First up are all these web sites purporting to offer a simple test to see if your password is secure... Ummm well lets look at these sites as phishing and all people rolling up to these sites are doing is feeding a rainbow table. That is one part of the problem.
Second up are people who use web hosting services where the object is to rake in money and forget about web server security, these hosts should be put up against the wall and shot IMHO, part of the security of a users login comes from the security of a web server and the underlying technologies being up to date to stop known exploits from being used.
Third up is that once people get in to their thick heads that while MD5 is not collision resistant or I prefer as robust as it could be, it is still difficult for a users account to be hacked unless you have a web host running an exploitable system, your web coding is not robust and you expose yourself by using a site claiming to check your password security.
For the large part MD5 + a Salt value is adequate security for a user login on a web forum as long as the previously mentioned system and software is not exploitable. Once you have a system that has been exploited for a weakness, running a query for known hash values which don't use a salting system will expose a fourth weakness... the end user.
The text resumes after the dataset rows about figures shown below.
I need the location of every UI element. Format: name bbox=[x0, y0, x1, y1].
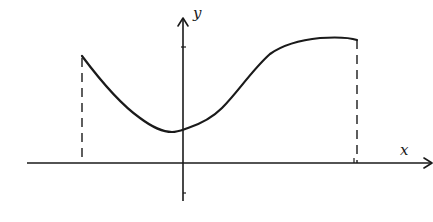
function-curve bbox=[82, 37, 357, 132]
y-axis-label: y bbox=[193, 6, 201, 21]
function-graph-diagram: y x bbox=[0, 0, 433, 222]
x-axis-label: x bbox=[400, 143, 408, 158]
graph-svg bbox=[0, 0, 433, 222]
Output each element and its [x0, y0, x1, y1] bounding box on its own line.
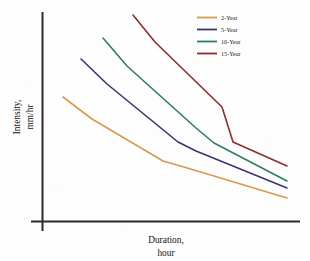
series-line-15-year: [133, 15, 287, 166]
chart-screenshot: 2-Year 5-Year 10-Year 15-Year Duration, …: [0, 0, 310, 261]
legend-item-10-year: 10-Year: [197, 38, 241, 45]
x-axis-title: Duration, hour: [148, 235, 184, 258]
series-line-5-year: [81, 59, 287, 188]
y-axis-title-line2: mm/hr: [25, 104, 35, 130]
series-line-10-year: [103, 38, 287, 181]
idf-curve-chart: 2-Year 5-Year 10-Year 15-Year Duration, …: [0, 0, 310, 261]
series-line-2-year: [63, 97, 287, 198]
legend-item-15-year: 15-Year: [197, 50, 241, 57]
chart-legend: 2-Year 5-Year 10-Year 15-Year: [197, 14, 241, 57]
legend-item-2-year: 2-Year: [197, 14, 238, 21]
y-axis-title-line1: Intensity,: [12, 100, 22, 135]
y-axis-title: Intensity, mm/hr: [12, 100, 35, 135]
legend-label-5-year: 5-Year: [221, 26, 238, 33]
legend-item-5-year: 5-Year: [197, 26, 238, 33]
legend-label-15-year: 15-Year: [221, 50, 241, 57]
legend-label-2-year: 2-Year: [221, 14, 238, 21]
legend-label-10-year: 10-Year: [221, 38, 241, 45]
x-axis-title-line2: hour: [157, 248, 175, 258]
x-axis-title-line1: Duration,: [148, 235, 184, 245]
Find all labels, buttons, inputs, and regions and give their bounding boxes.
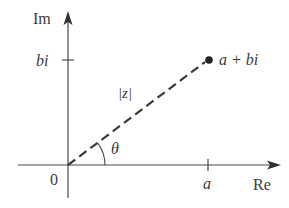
- imaginary-axis-label: Im: [33, 10, 51, 27]
- origin-label: 0: [50, 171, 58, 188]
- modulus-vector: [68, 62, 205, 165]
- point-label: a + bi: [219, 51, 258, 68]
- point-a-plus-bi: [205, 56, 213, 64]
- theta-arc: [98, 143, 105, 165]
- complex-plane-diagram: Im Re 0 bi a a + bi |z| θ: [0, 0, 289, 208]
- bi-tick-label: bi: [36, 52, 48, 69]
- real-axis-label: Re: [253, 176, 271, 193]
- modulus-label: |z|: [118, 85, 132, 101]
- a-tick-label: a: [203, 175, 211, 192]
- theta-label: θ: [111, 140, 119, 157]
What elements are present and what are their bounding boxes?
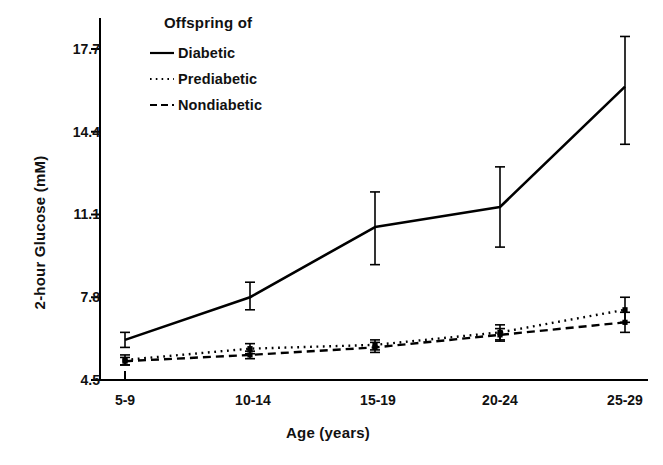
legend: Offspring of Diabetic Prediabetic xyxy=(148,14,358,118)
legend-label-diabetic: Diabetic xyxy=(178,45,235,61)
dashed-line-icon xyxy=(148,99,178,111)
x-tick-label-20-24: 20-24 xyxy=(460,392,540,408)
data-point-nondiabetic-0 xyxy=(122,359,127,364)
y-tick-label-7-8: 7.8 xyxy=(44,289,100,305)
y-tick-label-4-5: 4.5 xyxy=(44,372,100,388)
y-tick-label-14-4: 14.4 xyxy=(44,124,100,140)
x-axis-title: Age (years) xyxy=(228,424,428,441)
x-tick-label-5-9: 5-9 xyxy=(85,392,165,408)
data-point-nondiabetic-2 xyxy=(372,345,377,350)
x-tick-label-25-29: 25-29 xyxy=(585,392,663,408)
solid-line-icon xyxy=(148,47,178,59)
dotted-line-icon xyxy=(148,73,178,85)
data-point-nondiabetic-4 xyxy=(622,320,627,325)
legend-item-diabetic: Diabetic xyxy=(148,40,358,66)
legend-label-prediabetic: Prediabetic xyxy=(178,71,257,87)
y-axis-title: 2-hour Glucose (mM) xyxy=(31,98,48,368)
legend-label-nondiabetic: Nondiabetic xyxy=(178,97,262,113)
data-point-nondiabetic-3 xyxy=(497,332,502,337)
y-tick-label-11-1: 11.1 xyxy=(44,206,100,222)
legend-item-nondiabetic: Nondiabetic xyxy=(148,92,358,118)
x-tick-label-15-19: 15-19 xyxy=(338,392,418,408)
legend-title: Offspring of xyxy=(164,14,358,31)
x-tick-label-10-14: 10-14 xyxy=(213,392,293,408)
y-tick-label-17-7: 17.7 xyxy=(44,41,100,57)
glucose-age-line-chart: 17.7 14.4 11.1 7.8 4.5 5-9 10-14 15-19 2… xyxy=(0,0,663,465)
data-point-nondiabetic-1 xyxy=(247,352,252,357)
legend-item-prediabetic: Prediabetic xyxy=(148,66,358,92)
Fourth up is the end user, your web security is ultimately only as strong as the weakest link and for many they will see the end user as just that and admins need to remember that they are end users of a system and are equally as vulnerable to compromising a systems security by employing sloppy programming or software that is easily broken, poor password security and also failing to change that ADMIN login or using software that today still insists on having the admin login name as Admin and also employing super user accounts.
So it goes without saying, so I will say it anyway, MD5 is not cracked, it is reverse engineered through weak users, weak software and peoples inability to understand a technology. If MD5 is cracked, so is SHA and AES and so on...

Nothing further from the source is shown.